Move next into the galleries where smaller objects begin to matter. This is where the Seated Scribe changes the tone of the visit: after the monumental stone works, you suddenly meet a face that feels alert and individual. Stay long enough to compare statues, tools, and inscriptions. The department becomes easier once you see it as a civilization of people, not only rulers.

Zone 3: Funerary art and sacred spaces

Finish in the funerary and chapel-focused rooms, where painted coffins, carved reliefs, and architectural fragments show how Egyptians planned for the afterlife. These galleries reward slower looking because surface detail does much of the work. Look first at the wall carving, then at the object beside it. That sequence helps the symbols, ritual scenes, and scale make sense.

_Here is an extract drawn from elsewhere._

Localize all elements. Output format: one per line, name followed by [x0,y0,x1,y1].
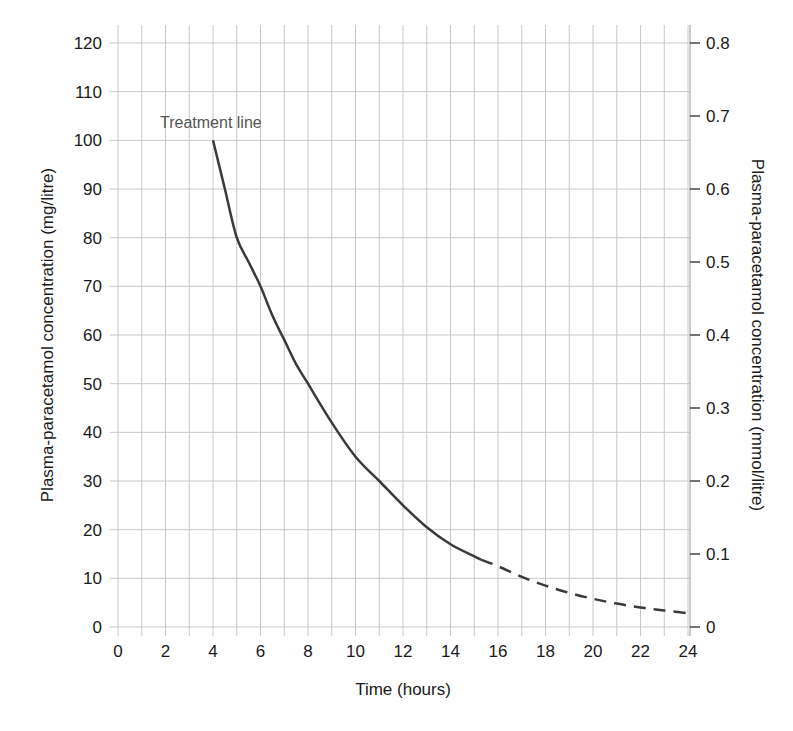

The Egyptian Antiquities department took shape in the 19th century, when France turned Egyptology into a serious scholarly field after hieroglyphs were deciphered. Formally established at the Louvre in 1827, it expanded the museum beyond royal collections and European painting into the study of ancient civilizations. Today, it still functions as a teaching collection as much as a display, used by researchers, school groups, and first-time visitors to read Egypt through objects, script, and ritual.
👉 Explore the full history of the Louvre Museum

Notable figures

Charles X | Royal patron

Created the Louvre’s Egyptian Museum in 1827, giving the collection formal institutional status.

View Wikipedia

Jean-Francois Champollion | First curator

Deciphered hieroglyphs and became the first curator of the Louvre’s Egyptian collection.

View Wikipedia

Auguste Mariette | Archaeologist

Helped shape French Egyptology and expanded Egyptian holdings through excavation and scholarship.

View Wikipedia

Gaston Maspero | Egyptologist

Strengthened cataloging, research, and conservation around Egyptian antiquities in France.

View Wikipedia

Know before you go

  • Open: Monday, Thursday, Saturday, and Sunday, 9am–6pm; Wednesday and Friday, 9am–9pm
  • Last entry: 1 hour before closing
  • Rooms cleared: 30 minutes before closing
  • Closed: Tuesday, January 1, May 1, and December 25
  • Official source: Check the Louvre Museum website before visiting: https://www.louvre.fr/en
  • Address: Musée du Louvre, Rue de Rivoli, 75001 Paris, France (Google Maps: ‘Louvre Museum’)
  • Nearest metro: Palais Royal–Musée du Louvre or Louvre-Rivoli; both are a short walk to the main entrances
  • Best entry point: Pyramid entrance or Carrousel du Louvre entrance, then head toward the Sully Wing
  • Position in museum: Mainly in the Sully Wing across the lower ground and ground floors
  • Route note: No direct outside entrance exists for Egyptian Antiquities; you must enter through the Louvre first
  • Wheelchair access: Yes; the Louvre Museum is wheelchair accessible
  • Elevators: Available between major levels; staff can direct you to the shortest accessible route to Sully
  • Strollers: Allowed, and the main circulation areas are stroller-friendly
  • Walking demand: Moderate; the department spans multiple rooms and levels, so expect extended walking and standing
  • Visitor support: Gallery labels are extensive, and selected Headout Louvre tickets include an audio guide for added context
  • Photography: Usually allowed without flash, but flash, extra lighting, and selfie sticks are prohibited
  • Bags: Large bags and suitcases are not allowed; free lockers are available for smaller items
  • Food and drink: Not permitted inside exhibition galleries
  • Re-entry: Not permitted once you leave the museum
  • Security: Timed tickets skip the ticket counter, but security screening still applies on arrival

FAQs

Yes. Entry to Egyptian Antiquities is included with every valid Louvre Museum ticket. No separate ticket exists.